State posture profileIllinois

Illinois digital reality posture profile

This page summarizes six tracked digital safety topics for Illinois, showing where public legislative coverage currently looks more proactive, more reactive, broader, or thinner. It is a structural posture signal based on public disclosures, not a political or legal grade.

Last reviewed May 12, 2026.

Educational summary only

Not legal advice. Laws and enforcement change frequently. Verify current official statutes, regulations, and counsel where needed.

Overall state posture signal

Mixed posture with narrow tracked coverage.

Based on six tracked topics and public disclosures.

Low confidence6 tracked topics

Posture meter

Lean and breadth across six tracked topics. Not a quality or political score.

Mixed posture
ReactiveMixedProactive

Lean

Mixed posture

Breadth

Narrow tracked coverage

State/topic detailIllinois

Illinois Youth & Social Media law summary

In motion.

Based on proposed legislation or active legislative development.

Illinois HB 5511, the Children's Social Media Safety Act, passed the Illinois House 82–27 on April 16, 2026 and was assigned to the Senate Executive Committee on April 28, 2026. The bill carries a proposed effective date of January 1, 2027, with a separate January 1, 2028 compliance deadline for covered manufacturers and operators. Senate passage and the Governor's signature are still outstanding, so no rule is in force in Illinois today.

Educational summary only

Not legal advice. Laws and enforcement change frequently. Verify current official statutes, regulations, and counsel where needed.

Why this status

Based on proposed legislation or active legislative development.

What this means

  • There is no Illinois rule on minors and social media in force today — only existing federal rules and each platform's own age and consent policies apply.
  • If HB 5511 is enacted, it would require device makers to collect age info at account setup and require platforms to apply protective default settings for users identified as minors. The platform side is where the obligations land — not directly on parents.
  • House passage is one of three steps; Senate action and the Governor's signature still need to happen for HB 5511 to become law.

What to do next

  • Track HB 5511 on the Illinois General Assembly's bill-status page to see if the Senate votes, the bill is amended, or the Governor signs it.
  • If it's enacted, the proposed effective date is January 1, 2027 — that's when this card would move to a colored in-effect status, with a separate January 1, 2028 deadline for device-maker compliance.

Citation-grade sources

Official sources

1
  • Illinois HB 5511 — Children's Social Media Safety Act (104th General Assembly bill status)

    Official text

    Citation: HB 5511 (104th GA)

    Observed: 2026-05-04

    Official Illinois General Assembly bill status page. Bill passed House 82-27 on 4/16/2026; assigned to Senate Executive Committee on 4/28/2026. Not yet enacted.

    Open source

Provenance

Source basis

Official links still being curated

Confidence

High confidence

Review scope

Review centered on currently tracked state-level law

Last reviewed

May 8, 2026

References

  • Illinois HB 5511 — Children's Social Media Safety Act (104th General Assembly bill status)

    Official Illinois General Assembly bill status page. Bill passed House 82-27 on 4/16/2026; assigned to Senate Executive Committee on 4/28/2026. Not yet enacted.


EXERCISE DIRECTIONS =
Give again exactly, and only, the lines between the line holding "xyxy pixel coordinates" and the end of the listing, both boundary lines included.

TASK INPUT =
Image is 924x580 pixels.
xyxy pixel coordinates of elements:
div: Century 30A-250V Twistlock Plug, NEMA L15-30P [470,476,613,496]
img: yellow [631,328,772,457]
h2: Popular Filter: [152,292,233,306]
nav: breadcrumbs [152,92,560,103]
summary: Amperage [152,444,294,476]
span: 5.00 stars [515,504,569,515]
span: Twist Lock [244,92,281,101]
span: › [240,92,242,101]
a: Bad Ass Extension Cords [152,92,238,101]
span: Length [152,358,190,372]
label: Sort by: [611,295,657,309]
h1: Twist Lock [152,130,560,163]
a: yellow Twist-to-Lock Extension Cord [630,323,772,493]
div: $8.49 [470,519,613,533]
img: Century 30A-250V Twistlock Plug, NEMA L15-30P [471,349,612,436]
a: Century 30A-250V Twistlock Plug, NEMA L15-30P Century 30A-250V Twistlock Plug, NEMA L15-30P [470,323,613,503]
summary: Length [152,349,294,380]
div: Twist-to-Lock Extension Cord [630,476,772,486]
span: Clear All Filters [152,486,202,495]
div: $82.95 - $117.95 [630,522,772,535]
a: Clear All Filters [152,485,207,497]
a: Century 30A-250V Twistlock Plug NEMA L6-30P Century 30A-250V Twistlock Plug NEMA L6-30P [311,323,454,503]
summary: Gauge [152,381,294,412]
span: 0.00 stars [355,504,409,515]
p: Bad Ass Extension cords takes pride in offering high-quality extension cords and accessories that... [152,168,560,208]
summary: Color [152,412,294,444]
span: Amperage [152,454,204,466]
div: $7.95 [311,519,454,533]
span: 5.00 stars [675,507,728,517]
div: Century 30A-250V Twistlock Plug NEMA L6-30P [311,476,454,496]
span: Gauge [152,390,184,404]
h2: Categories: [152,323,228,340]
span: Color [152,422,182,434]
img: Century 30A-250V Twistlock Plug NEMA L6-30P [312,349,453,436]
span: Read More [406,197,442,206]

SOLUTION BELOW =
xyxy pixel coordinates of elements:
div: Century 30A-250V Twistlock Plug, NEMA L15-30P [470,476,613,496]
img: yellow [631,328,772,457]
h2: Popular Filter: [152,292,233,306]
nav: breadcrumbs [152,92,560,103]
summary: Amperage [152,444,294,476]
span: 5.00 stars [515,504,569,515]
span: Twist Lock [244,92,281,101]
span: › [240,92,242,101]
a: Bad Ass Extension Cords [152,92,238,101]
span: Length [152,358,190,372]
label: Sort by: [611,295,657,309]
h1: Twist Lock [152,130,560,163]
a: yellow Twist-to-Lock Extension Cord [630,323,772,493]
div: $8.49 [470,519,613,533]
img: Century 30A-250V Twistlock Plug, NEMA L15-30P [471,349,612,436]
a: Century 30A-250V Twistlock Plug, NEMA L15-30P Century 30A-250V Twistlock Plug, NEMA L15-30P [470,323,613,503]
summary: Length [152,349,294,380]
div: Twist-to-Lock Extension Cord [630,476,772,486]
span: Clear All Filters [152,486,202,495]
div: $82.95 - $117.95 [630,522,772,535]
a: Clear All Filters [152,485,207,497]
a: Century 30A-250V Twistlock Plug NEMA L6-30P Century 30A-250V Twistlock Plug NEMA L6-30P [311,323,454,503]
summary: Gauge [152,381,294,412]
span: 0.00 stars [355,504,409,515]
p: Bad Ass Extension cords takes pride in offering high-quality extension cords and accessories that... [152,168,560,208]
summary: Color [152,412,294,444]
span: Amperage [152,454,204,466]
div: $7.95 [311,519,454,533]
span: 5.00 stars [675,507,728,517]
div: Century 30A-250V Twistlock Plug NEMA L6-30P [311,476,454,496]
span: Gauge [152,390,184,404]
h2: Categories: [152,323,228,340]
span: Color [152,422,182,434]
img: Century 30A-250V Twistlock Plug NEMA L6-30P [312,349,453,436]
span: Read More [406,197,442,206]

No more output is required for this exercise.